The program has continued to evolve and adapt as things come up, McGinnis said. “We’re still making changes, and we’re still figuring it out. And poor Michael, he’s been through it all - the strict, then the not-so-strict, then back to the strict. We’ve given them things, then we’ve had to take them back away when we realized that wasn’t working. And Michael, he’s the one who just rolls with it and never has a problem with any of the changes.”
McGinnis says Mike has really excelled in the program. He worked at Epoxy for seven months before he took a higher-paying job doing construction work at Funk Construction, a company run by his cousin, Shane Funk. Mike’s mom, Lisa, who hadn’t wanted to be around him when he was using drugs, is also employed with the company and now happily works with him every day.

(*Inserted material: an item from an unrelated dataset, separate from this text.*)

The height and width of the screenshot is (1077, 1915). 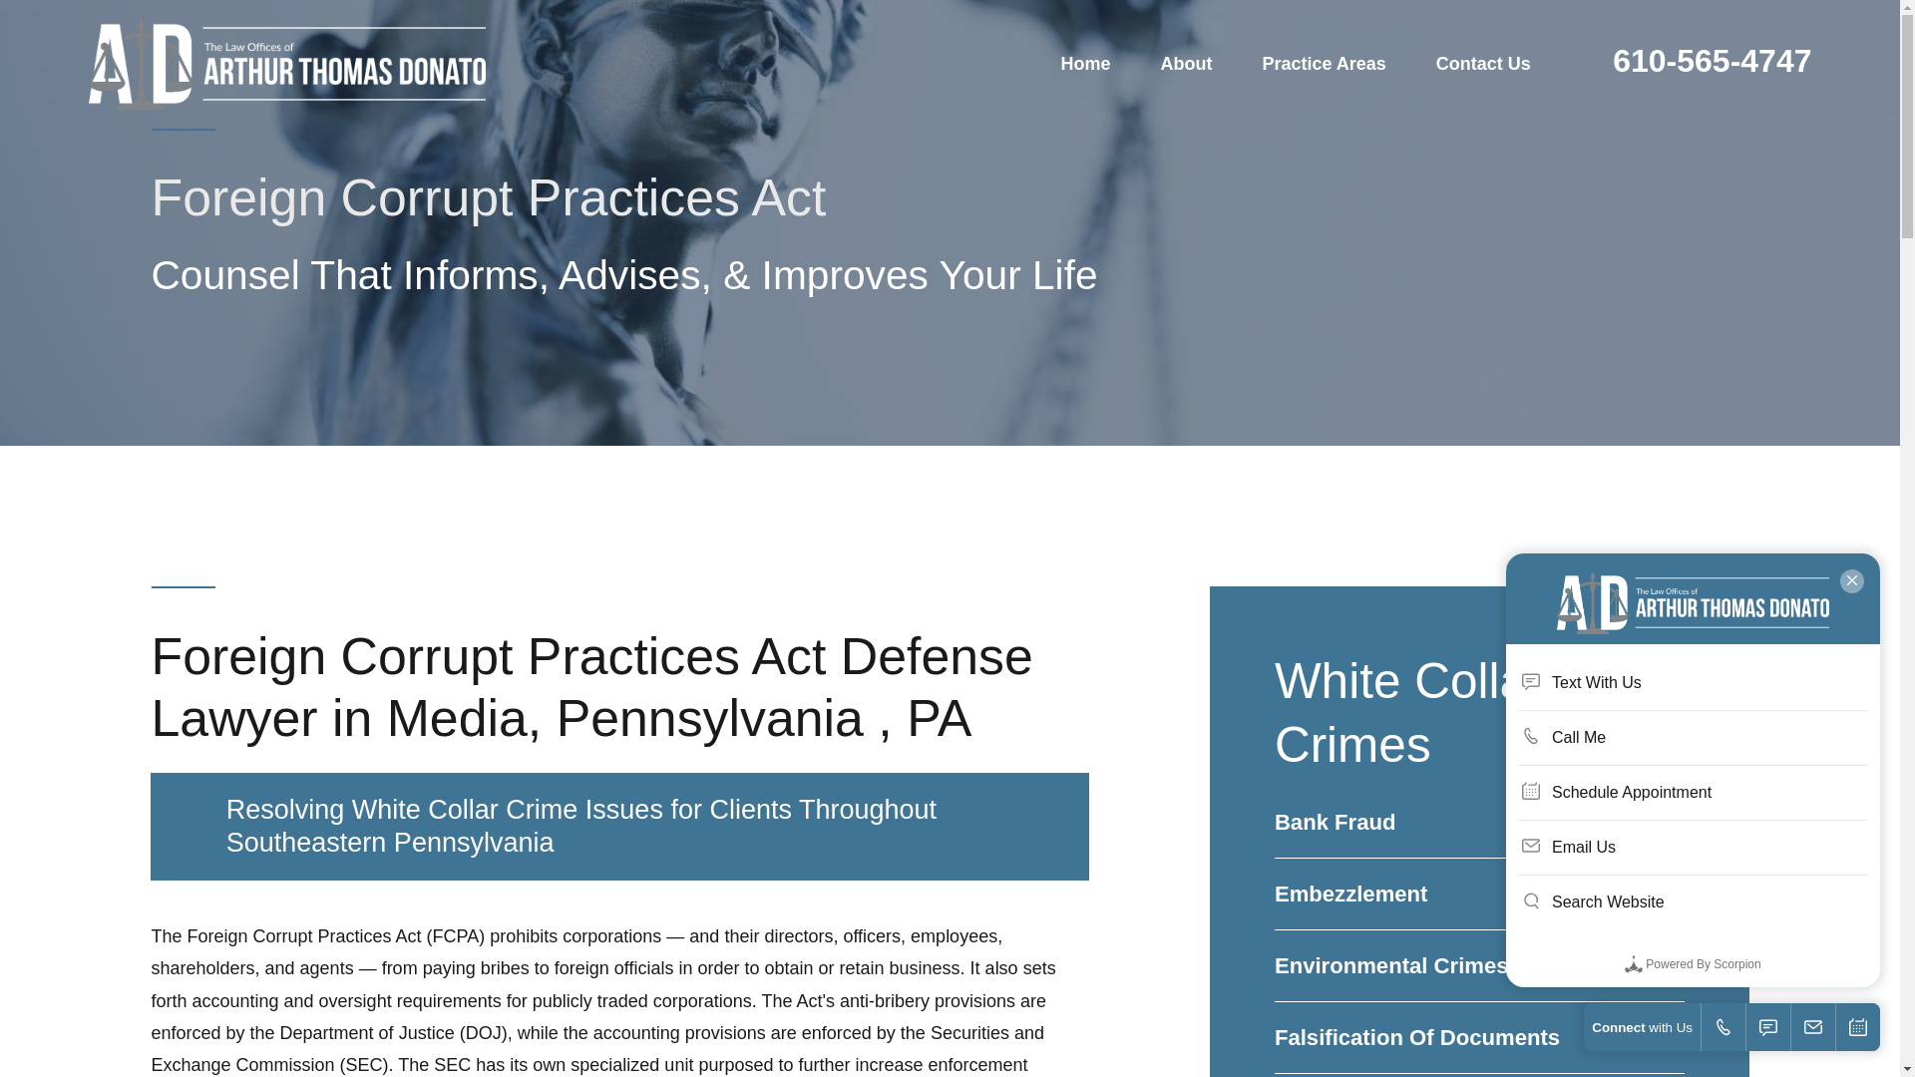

Mike has paid nearly $4,000 in restitution, along with $2,500 in fines from Arkansas tickets in the 9 months he’s been at ARC. He’s also saved enough money to purchase a vehicle, and has jumped through all the required hoops to legally get his driver’s license back after 13 years of having it suspended.
He has enrolled in college and is taking courses through Arkansas State University, where he is working toward an associate’s degree with hopes to eventually earn a bachelor’s degree in psychology to become a substance abuse counselor, helping others who are in the same dark place he found himself so many times. He’s also helping to organize hand-tailored meetings for those with drug and/or alcohol abuse issues, along with a chapter of the Drug Endangered Children’s Alliance.
Although the program is not faith-based and religion is not a required component, Mike says that his faith is stronger than it’s ever been. “I’m really putting effort into my relationship with God.” Mike has been preaching at Mission Square Church in Gainesville, and packing the house.
After his ARC graduation Saturday, Mike is welcome to stay at the ARC facility, or he can transition into other housing arrangements.
McGinnis has purchased several properties she is renovating to be available to ARC clients to rent upon graduation.
Although he might be moving out of the ARC center soon, he says he’ll always been involved with the program and will cherish the camaraderie he and the other ARC clients share.
He says he hopes others out there who are going through dark times find the courage to get better. “If you’re ready to make a change, seek the help. It’s not always going to be easy. It’s easier to make the wrong decision than it is to make the right decision, but it’s worth it,” he said. “It took me 15 years to screw up my life, and only these 9 months at Action Recovery Center to put it back together. It goes to show if you put as much effort into your recovery as you did running around getting high and drunk, you can make something drastic happen.”